An estimated 8,000 Medicare beneficiaries and their families will receive integrated health services in Western North Carolina through the project. Of these, 78 percent will receive care through Four Seasons and 22 percent will receive care through Palliative Care Center and Hospice of Catawba Valley. The precise grant award is $9,596,123.

The grant funding is expected to begin around July 1, but Four Seasons has already started work.

"We’re already getting on the drawing board,” said Bull. “We’re doing a lot of the things right now, but this will certainly allow us to expand. Another piece is that the community of Hendersonville has been so supportive of Four Seasons and the work we’ve done. Not only financially, but we have around 400 volunteers. It’s a mission for many people in the community who have supported us along this journey.”

The Four Seasons community palliative care model (CPC) removes barriers to patient care due to location, economic status, ethnicity or minority status and fragility of medical condition. The model features interdisciplinary collaboration and the integration of palliative care into the health care system, continuity of care, and long-term individualized support fo patients and families — with the ultimate goals of increased quality of care and decreased hospital readmissions.

"Historically, the CPC model has been shown to improve outcomes for patients as well as the experiences of family and professional care providers," said Dot Moyer, chairman of the Four Seasons Board of Directors. "Four Seasons is being given an opportunity to prove the value of palliative care, and not only to the healthcare industry. The patients and families we serve report high satisfaction with their care experiences. Now the high quality of care for which we're known will become increasingly valued and more widely available, not only in western North Carolina, but nationwide."

Clinical and financial results of the project will be monitored through partnership with Duke University. The findings will translate into potential finance models to assist Medicare beneficiaries who struggle with advanced, life-limiting illnesses. The data generated will also provide national benchmarks for other palliative care organizations to improve patient outcomes.

The awarded project, formally titled "Increasing Patient and System Value with Community-based Palliative Care," results from a community-academic partnership between lead investigators Janet Bull, M.D., chief medical officer with Four Seasons, Don Taylor, Ph.D., of the Duke Sanford School of Public Policy, and Amy Abernethy, M.D., of the Duke Center for Learning Health Care and the Duke University Medical Center. This project is the latest in a long line of productive collaborations between Four Seasons and Duke University that Bull and Abernethy began nearly a decade ago.
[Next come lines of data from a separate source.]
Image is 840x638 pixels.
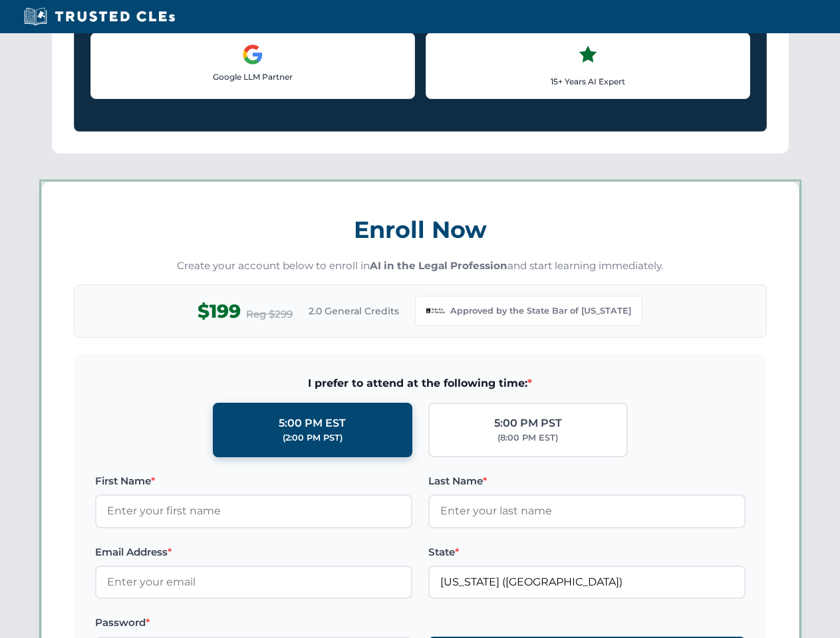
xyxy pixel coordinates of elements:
div: 5:00 PM EST [278,415,346,432]
span: Approved by the State Bar of [US_STATE] [450,305,631,318]
label: State [428,545,746,561]
span: $199 [198,297,241,326]
label: Email Address [95,545,413,561]
img: Georgia Bar [426,302,445,320]
img: Trusted CLEs [20,7,179,26]
input: Enter your first name [95,495,413,528]
div: (8:00 PM EST) [498,431,558,445]
span: 2.0 General Credits [309,304,399,319]
input: Georgia (GA) [428,565,746,599]
label: Password [95,615,413,631]
strong: AI in the Legal Profession [370,260,508,272]
div: (2:00 PM PST) [282,431,342,445]
p: Create your account below to enroll in and start learning immediately. [74,259,766,274]
p: Google LLM Partner [102,71,404,83]
p: 15+ Years AI Expert [437,75,739,88]
div: 5:00 PM PST [494,415,562,432]
span: Reg $299 [246,307,293,322]
label: First Name [95,473,413,489]
span: I prefer to attend at the following time: [95,375,746,392]
img: Google [242,44,264,65]
input: Enter your email [95,565,413,599]
label: Last Name [428,473,746,489]
input: Enter your last name [428,495,746,528]
h3: Enroll Now [74,209,766,251]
"Our goal is to translate this experience into a new palliative care financing approach to Medicare, one which is sustainable and replicable," says Bull.
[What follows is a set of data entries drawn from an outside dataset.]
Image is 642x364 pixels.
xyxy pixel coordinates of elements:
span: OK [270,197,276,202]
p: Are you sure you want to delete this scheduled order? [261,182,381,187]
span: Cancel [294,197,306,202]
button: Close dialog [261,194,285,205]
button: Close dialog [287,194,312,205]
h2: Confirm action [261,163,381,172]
The implementation of the CPC model and the palliative care financing approach are expected to save the federal government more than $29 million in cost of care annually.

Current evidence demonstrates that palliative care yields overall cost savings for Medicare while improving outcomes, said Chris Comeaux, chief executive officer of Four Seasons.
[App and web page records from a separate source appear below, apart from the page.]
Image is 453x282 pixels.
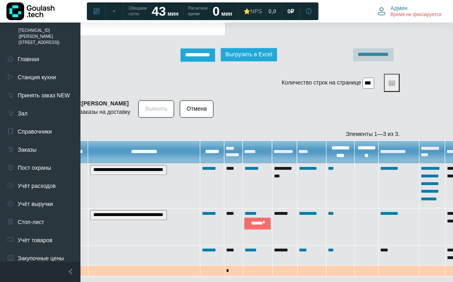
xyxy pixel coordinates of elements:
[268,8,276,15] span: 0,0
[180,101,214,118] button: Отмена
[291,8,294,15] span: ₽
[221,48,278,62] button: Выгрузить в Excel
[82,101,129,107] span: [PERSON_NAME]
[391,12,442,18] span: Время не фиксируется
[282,79,362,87] label: Количество строк на странице
[188,6,208,17] span: Расчетное время
[391,4,408,12] span: Админ
[6,2,55,20] img: Логотип компании Goulash.tech
[373,3,446,20] button: Админ Время не фиксируется
[129,6,147,17] span: Обещаем гостю
[221,10,232,17] span: мин
[52,108,130,117] div: Выберите заказы на доставку
[138,101,174,118] button: Выехать
[168,10,179,17] span: мин
[52,130,400,139] div: Элементы 1—3 из 3.
[152,4,166,19] strong: 43
[288,8,291,15] span: 0
[239,4,281,19] a: ⭐NPS 0,0
[244,8,262,15] div: ⭐
[52,101,129,107] b: Водитель:
[283,4,299,19] a: 0 ₽
[124,4,237,19] a: Обещаем гостю 43 мин Расчетное время 0 мин
[251,8,262,14] span: NPS
[213,4,220,19] strong: 0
"The top 10 percent of Medicare beneficiaries account for over half of total program spending, and more than one-quarter of that spending is incurred during the last year of life," he says. "The project is expected to directly reduce costs of care for patients with advanced or life limiting illness."

The "Triple Aim" of higher quality, better service and lower costs are an achievement to which healthcare providers aspire. With its partners at Palliative Care Center and Hospice of Catawba Valley, Duke University, and other providers across western North Carolina, Four Seasons commits to making that aim a reality for the residents of its communities, said Comeaux.

“That’s what this is all about,” said Bull. “Achieving the ‘Triple Aim.’ We deliver patient-centered care with shared decision making. How we can do that better. I think it was interesting to the folks at the innovation center. We will be looking at ways we can change the way health care is delivered. Deliver higher quality care where patients and families are satisfied and it costs less.”